If the poll numbers are any indication at all, the American people have woken up from a long hypnotic spell cast upon them by the current occupants of the White House. They are blearily blinking around themselves and seeing the wreckage wrought by eight years of Republican/Bush/McCain policies.

They've been watching the John McCain Hero-Rescuer-Cute-Girl-Sidekick movie that's been played out on their televisions this past couple of weeks, and they are not amused.

They feel sick and frightened and confused, and they want someone who can reassure them, not only that everything is going to be all right, but that a calm, sure, steady hand is on the Ship of State, quietly steering her past the hidden icebergs.

The Bush administration has lurched from crises to catastrophe for nearly a decade now--seemingly caught by surprise by every development, from 9-11 to Katrina to this latest disaster. Meanwhile, captainless, Congress has degenerated into a rudderless mutiny of blamers and squabblers and accusers while the country has gone adrift in the deadly doldrums.

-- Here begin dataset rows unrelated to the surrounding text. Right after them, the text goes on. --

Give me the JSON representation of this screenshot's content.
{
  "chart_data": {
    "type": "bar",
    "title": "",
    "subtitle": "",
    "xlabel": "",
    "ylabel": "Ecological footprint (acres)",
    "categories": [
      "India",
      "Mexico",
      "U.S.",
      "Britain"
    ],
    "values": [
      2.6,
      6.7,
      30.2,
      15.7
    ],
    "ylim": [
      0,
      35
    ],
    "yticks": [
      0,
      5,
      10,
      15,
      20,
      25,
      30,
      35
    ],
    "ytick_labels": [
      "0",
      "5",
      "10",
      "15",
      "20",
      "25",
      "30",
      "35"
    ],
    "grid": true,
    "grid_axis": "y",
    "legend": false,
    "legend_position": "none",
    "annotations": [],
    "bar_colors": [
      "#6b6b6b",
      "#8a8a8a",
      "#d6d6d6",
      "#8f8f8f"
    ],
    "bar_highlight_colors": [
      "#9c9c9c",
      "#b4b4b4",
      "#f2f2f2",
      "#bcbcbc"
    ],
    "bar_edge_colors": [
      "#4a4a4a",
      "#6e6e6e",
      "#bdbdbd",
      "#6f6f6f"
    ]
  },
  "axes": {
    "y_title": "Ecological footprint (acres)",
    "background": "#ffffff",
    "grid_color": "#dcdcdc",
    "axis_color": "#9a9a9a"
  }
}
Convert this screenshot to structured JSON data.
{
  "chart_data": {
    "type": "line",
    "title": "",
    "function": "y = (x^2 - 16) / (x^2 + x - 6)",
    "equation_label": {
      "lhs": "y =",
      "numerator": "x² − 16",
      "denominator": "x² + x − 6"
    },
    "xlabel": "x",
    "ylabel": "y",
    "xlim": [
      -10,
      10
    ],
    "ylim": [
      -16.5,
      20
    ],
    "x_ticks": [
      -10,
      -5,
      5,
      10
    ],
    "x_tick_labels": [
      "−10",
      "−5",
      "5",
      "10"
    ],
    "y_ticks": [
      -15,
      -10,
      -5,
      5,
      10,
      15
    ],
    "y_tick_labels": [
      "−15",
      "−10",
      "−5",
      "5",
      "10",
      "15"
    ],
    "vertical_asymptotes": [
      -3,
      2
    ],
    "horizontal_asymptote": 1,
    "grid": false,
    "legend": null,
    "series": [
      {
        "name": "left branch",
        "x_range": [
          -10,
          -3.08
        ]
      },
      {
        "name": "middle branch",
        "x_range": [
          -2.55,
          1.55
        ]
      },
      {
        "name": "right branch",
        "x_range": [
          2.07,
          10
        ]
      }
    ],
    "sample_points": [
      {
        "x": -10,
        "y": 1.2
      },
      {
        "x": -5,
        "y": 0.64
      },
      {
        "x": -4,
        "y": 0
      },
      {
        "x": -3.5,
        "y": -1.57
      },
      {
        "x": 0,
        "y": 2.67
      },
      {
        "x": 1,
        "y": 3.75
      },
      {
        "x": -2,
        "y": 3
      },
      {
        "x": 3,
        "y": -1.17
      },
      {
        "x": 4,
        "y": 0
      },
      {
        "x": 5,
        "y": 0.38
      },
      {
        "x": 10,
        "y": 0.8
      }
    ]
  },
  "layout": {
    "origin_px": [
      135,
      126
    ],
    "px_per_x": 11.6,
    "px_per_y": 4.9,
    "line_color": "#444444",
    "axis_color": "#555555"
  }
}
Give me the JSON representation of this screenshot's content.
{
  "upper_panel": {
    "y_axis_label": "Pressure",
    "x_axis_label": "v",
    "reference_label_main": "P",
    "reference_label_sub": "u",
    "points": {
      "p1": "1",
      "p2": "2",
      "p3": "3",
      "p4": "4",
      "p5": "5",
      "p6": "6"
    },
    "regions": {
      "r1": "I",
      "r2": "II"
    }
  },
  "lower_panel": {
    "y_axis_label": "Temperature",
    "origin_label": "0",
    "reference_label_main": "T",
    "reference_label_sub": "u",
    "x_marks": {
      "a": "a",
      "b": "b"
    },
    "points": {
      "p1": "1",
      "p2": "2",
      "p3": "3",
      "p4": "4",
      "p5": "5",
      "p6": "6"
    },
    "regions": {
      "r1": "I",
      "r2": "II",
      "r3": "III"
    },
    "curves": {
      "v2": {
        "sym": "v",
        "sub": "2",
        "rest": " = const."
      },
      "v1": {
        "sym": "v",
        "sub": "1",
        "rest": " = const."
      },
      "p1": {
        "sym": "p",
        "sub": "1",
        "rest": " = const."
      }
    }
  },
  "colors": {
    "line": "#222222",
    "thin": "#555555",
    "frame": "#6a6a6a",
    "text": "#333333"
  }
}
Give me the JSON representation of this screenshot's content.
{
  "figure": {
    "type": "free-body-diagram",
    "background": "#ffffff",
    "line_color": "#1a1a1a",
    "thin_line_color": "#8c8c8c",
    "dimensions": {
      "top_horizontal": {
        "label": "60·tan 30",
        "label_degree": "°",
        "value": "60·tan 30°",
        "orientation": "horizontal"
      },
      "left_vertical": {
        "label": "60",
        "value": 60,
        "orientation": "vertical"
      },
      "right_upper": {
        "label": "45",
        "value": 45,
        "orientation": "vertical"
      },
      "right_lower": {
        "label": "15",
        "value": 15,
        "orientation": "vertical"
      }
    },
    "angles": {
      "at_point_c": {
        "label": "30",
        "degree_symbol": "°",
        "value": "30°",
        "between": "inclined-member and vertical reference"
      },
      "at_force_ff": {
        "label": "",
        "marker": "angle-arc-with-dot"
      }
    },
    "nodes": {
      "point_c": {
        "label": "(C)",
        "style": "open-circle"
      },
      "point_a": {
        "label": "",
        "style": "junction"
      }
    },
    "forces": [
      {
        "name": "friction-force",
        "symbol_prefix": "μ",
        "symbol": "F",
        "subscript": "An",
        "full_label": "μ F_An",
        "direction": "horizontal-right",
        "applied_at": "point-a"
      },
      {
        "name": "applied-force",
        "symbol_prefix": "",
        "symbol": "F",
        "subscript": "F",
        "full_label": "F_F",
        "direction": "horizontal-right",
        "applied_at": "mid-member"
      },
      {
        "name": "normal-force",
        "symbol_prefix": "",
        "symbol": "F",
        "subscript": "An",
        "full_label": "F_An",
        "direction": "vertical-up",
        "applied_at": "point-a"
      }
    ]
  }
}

One reason Bush has been so ineffective as a true leader is that he is no more captain of that ship than the figurehead carved into the ship's bow. It may be the first thing you see when the ship comes into view, but it has nothing to do with sailing it.

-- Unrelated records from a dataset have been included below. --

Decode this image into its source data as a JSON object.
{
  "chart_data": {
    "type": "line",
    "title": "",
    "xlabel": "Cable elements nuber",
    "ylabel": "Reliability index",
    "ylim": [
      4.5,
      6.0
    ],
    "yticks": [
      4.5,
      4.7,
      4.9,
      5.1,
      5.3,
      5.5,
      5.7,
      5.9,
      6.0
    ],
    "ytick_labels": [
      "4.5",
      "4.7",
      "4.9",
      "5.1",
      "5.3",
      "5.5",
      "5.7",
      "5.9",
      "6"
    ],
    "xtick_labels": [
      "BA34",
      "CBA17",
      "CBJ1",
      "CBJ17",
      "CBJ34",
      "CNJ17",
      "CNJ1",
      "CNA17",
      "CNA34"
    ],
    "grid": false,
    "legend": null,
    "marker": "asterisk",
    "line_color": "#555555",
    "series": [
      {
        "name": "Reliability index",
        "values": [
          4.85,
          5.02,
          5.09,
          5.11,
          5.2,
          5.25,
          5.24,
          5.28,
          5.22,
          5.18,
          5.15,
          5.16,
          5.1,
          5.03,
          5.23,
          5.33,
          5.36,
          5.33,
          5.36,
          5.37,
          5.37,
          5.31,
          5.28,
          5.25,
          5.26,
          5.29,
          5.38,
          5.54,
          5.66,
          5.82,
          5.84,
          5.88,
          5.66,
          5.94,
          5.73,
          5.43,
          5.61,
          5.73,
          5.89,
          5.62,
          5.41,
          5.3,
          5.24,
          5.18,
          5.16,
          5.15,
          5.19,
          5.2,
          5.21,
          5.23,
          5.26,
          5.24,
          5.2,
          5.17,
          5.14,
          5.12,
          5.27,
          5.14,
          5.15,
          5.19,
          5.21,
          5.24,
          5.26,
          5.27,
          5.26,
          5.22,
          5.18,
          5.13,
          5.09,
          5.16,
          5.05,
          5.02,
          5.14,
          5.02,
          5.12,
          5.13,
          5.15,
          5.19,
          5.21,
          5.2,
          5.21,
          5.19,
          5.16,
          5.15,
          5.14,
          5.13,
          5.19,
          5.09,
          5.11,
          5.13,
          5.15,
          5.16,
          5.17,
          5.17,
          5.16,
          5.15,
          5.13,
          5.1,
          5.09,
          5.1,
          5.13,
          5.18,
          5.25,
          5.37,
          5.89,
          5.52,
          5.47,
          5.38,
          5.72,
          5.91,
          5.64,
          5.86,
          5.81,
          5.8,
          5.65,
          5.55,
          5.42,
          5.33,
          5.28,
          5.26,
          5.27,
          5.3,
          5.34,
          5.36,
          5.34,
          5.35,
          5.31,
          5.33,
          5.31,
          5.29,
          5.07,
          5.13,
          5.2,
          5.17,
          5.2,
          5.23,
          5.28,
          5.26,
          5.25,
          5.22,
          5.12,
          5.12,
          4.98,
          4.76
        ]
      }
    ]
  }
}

The American passengers on that ship have learned the hard way that real-life leaders don't invent photo-op heroics to prove they're on the job. True leaders are too busy, behind the scenes, working to solve the problems, and when they do step forward, it is to let the American people know that the ship's course is true, because real leaders are far more concerned with the people they lead than with themselves.

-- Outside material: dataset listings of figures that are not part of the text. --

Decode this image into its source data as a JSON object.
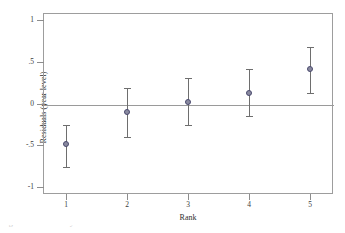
{
  "chart_data": {
    "type": "scatter",
    "title": "",
    "xlabel": "Rank",
    "ylabel": "Residuals (year level)",
    "categories": [
      "1",
      "2",
      "3",
      "4",
      "5"
    ],
    "x": [
      1,
      2,
      3,
      4,
      5
    ],
    "values": [
      -0.48,
      -0.1,
      0.02,
      0.12,
      0.41
    ],
    "error_low": [
      -0.76,
      -0.4,
      -0.26,
      -0.15,
      0.13
    ],
    "error_high": [
      -0.26,
      0.19,
      0.3,
      0.41,
      0.67
    ],
    "xlim": [
      0.62,
      5.38
    ],
    "ylim": [
      -1.08,
      1.08
    ],
    "xticks": [
      "1",
      "2",
      "3",
      "4",
      "5"
    ],
    "yticks": [
      "1",
      ".5",
      "0",
      "-.5",
      "-1"
    ],
    "ytick_values": [
      1,
      0.5,
      0,
      -0.5,
      -1
    ],
    "grid": false,
    "legend": "none",
    "reference_line": 0,
    "series": [
      {
        "name": "Residuals (year level)",
        "values": [
          -0.48,
          -0.1,
          0.02,
          0.12,
          0.41
        ]
      }
    ],
    "colors": {
      "marker_fill": "#8a8aa0",
      "marker_edge": "#4a4a6e",
      "errorbar": "#6e6e6e",
      "axis": "#9d9d9d",
      "reference_line": "#9a9a9a",
      "text": "#3a3a3a"
    }
  },
  "axes": {
    "y_title": "Residuals (year level)",
    "x_title": "Rank"
  },
  "caption": {
    "clipped_text": "Figure 3. Residuals by rank"
  }
}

There is much that I am sure Barack Obama would like to say and do right now, but he can't because he is not yet president and it is not yet his job. But what he has done is give us all a glimpse of what a real leader looks like, at a time when it sometimes appears this storm-tossed ship is going down.

The seriousness of our situation has forced the media narrative to reflect reality for the first time, maybe, in a decade or more. The language of leadership is changing in a way that expresses that.

This is a moment in our history that will tell the true tale of our national character. Will we continue to indulge our weakness for mythology, or will we step up to who we really are as a people? We are made of much sterner stuff than it has seemed in recent years. Our politics has been dominated by the silly and the surreal, but those days are over.

That is not, as Obama says, who we are.

We are still the same people who struggled to settle a brutal new land, who fought against an occupying army for our independence, who bled and died to preserve the union and end slavery, who rode to the rescue of our allies in two terrible world wars, and who led the world in space-age innovation and crackling creativity.

We don't need fake heroes anymore. We are our own heroes. We've had enough drama and theatrics, and we know it. We're ready for a real leader, and we're ready to do our part to help save ourselves.

That is who we are. Not who the myth-makers pretend we are.